The idea of envisioning a political imaginary that moves beyond the colonial project of genocide and land dispossession is one of the themes presented in Glen Sean Coulthard's recent book, Red Skin, White Masks: Rejecting the Colonial Politics of Recognition. In a review of the book, Peter Ives explains how Coulthard draws upon the work of Frantz Fanon and Karl Marx to provide a critical assessment of settler colonialism in Canada, and by extension in the United States and other settler colonies. In addition to presenting a critique of Charles Taylor's notion of the “politics of recognition,” Coulthard shows that, despite their contentious history, much can be gained from an engagement of Marxism with Indigenous studies, to understand the ongoing practices of colonial rule and capitalist accumulation in the contemporary period.

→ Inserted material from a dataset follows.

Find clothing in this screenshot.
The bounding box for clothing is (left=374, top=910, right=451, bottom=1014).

Coulthard's theoretical work, Ives argues, provides a foundation to examine Indigenous struggles in Canada, including the recent Idle No More movement. For the readers of Rethinking Marxism, Ives argues that Coulthard's critical analysis and extension of Marx's notion of “primitive accumulation” is especially insightful for understanding capitalism's continual dispossession of land and resources. In contrast to Fanon's reservations regarding the revolutionary potential of precolonial culture, Coulthard argues that “critically revived Indigenous cultural practices” have the capacity to define the features of a decolonial political project that presents alternatives to ongoing genocide, land dispossession, and capitalist accumulation.

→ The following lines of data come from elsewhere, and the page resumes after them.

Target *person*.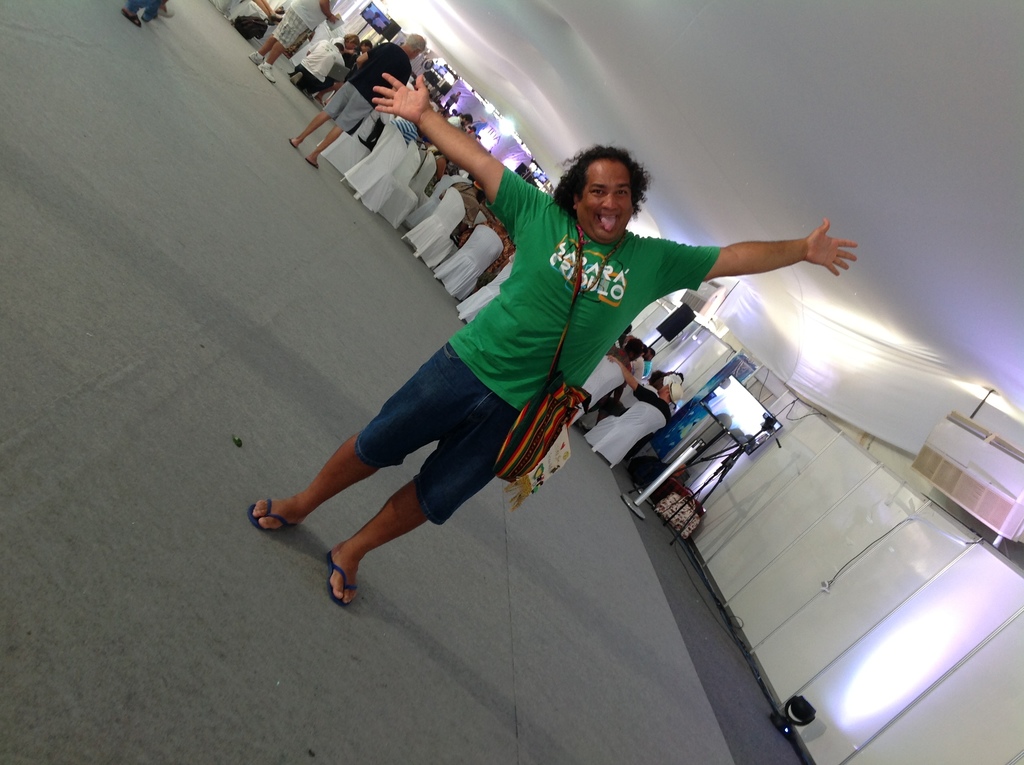
Target region: bbox=(447, 183, 486, 237).
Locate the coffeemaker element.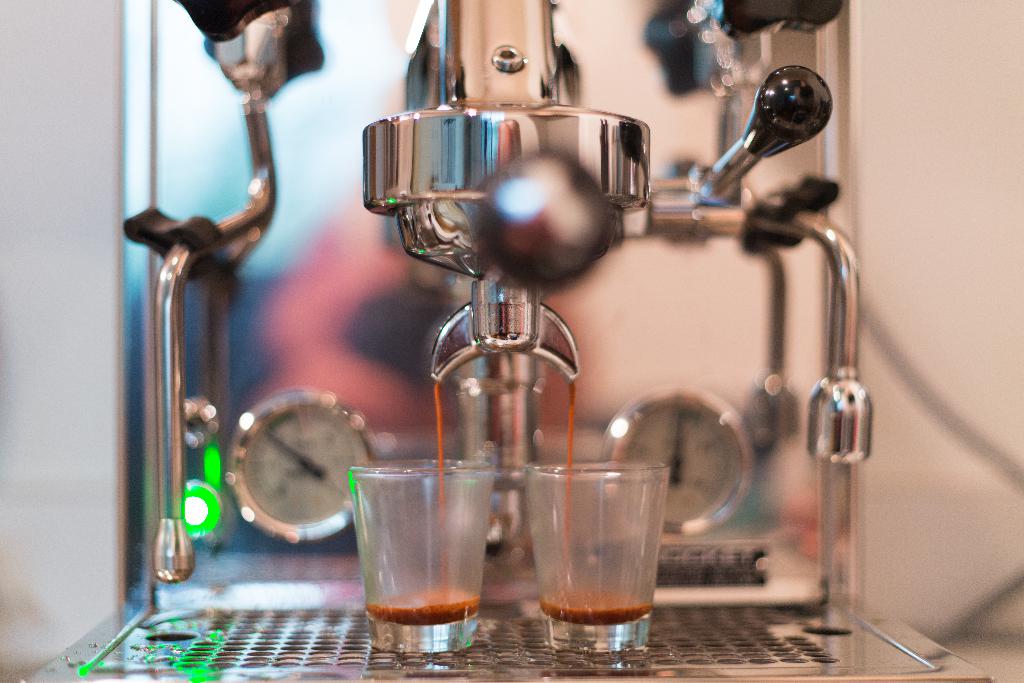
Element bbox: <region>14, 0, 998, 682</region>.
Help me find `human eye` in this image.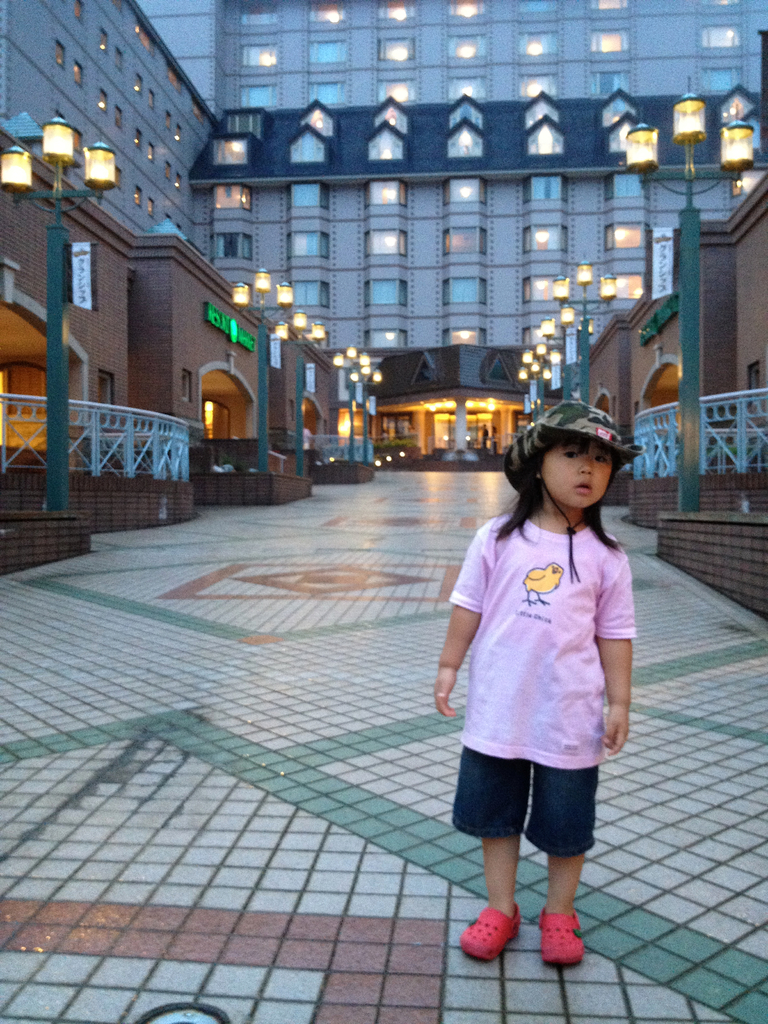
Found it: [593, 457, 605, 464].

Finally, Rethinking Marxism is deeply saddened by the passing of Rosalyn Baxandall: one of the founding members of the radical feminist movement in the United States, an outstanding feminist historian, and an activist-academic whose lifelong commitment to social change was not confined to the classroom but extended to a much broader social space, including women's prisons. Ros, who has been a member of the advisory board of our journal, has left an indisputable mark on radical feminist scholarship and activism and will be remembered as a personal embodiment of that alternative social imaginary which runs through all the contributions in this issue. Amid the deep social convulsions defining our world, where the choice of those who try to flee war-ridden areas sometimes seems to rest between military execution or drowning, and where those who attend peace rallies are shredded to pieces by bombs, political lives such as the one lived by Ros, committed to something different, something more just, and something that brings peace, will be remembered and will continue to inspire.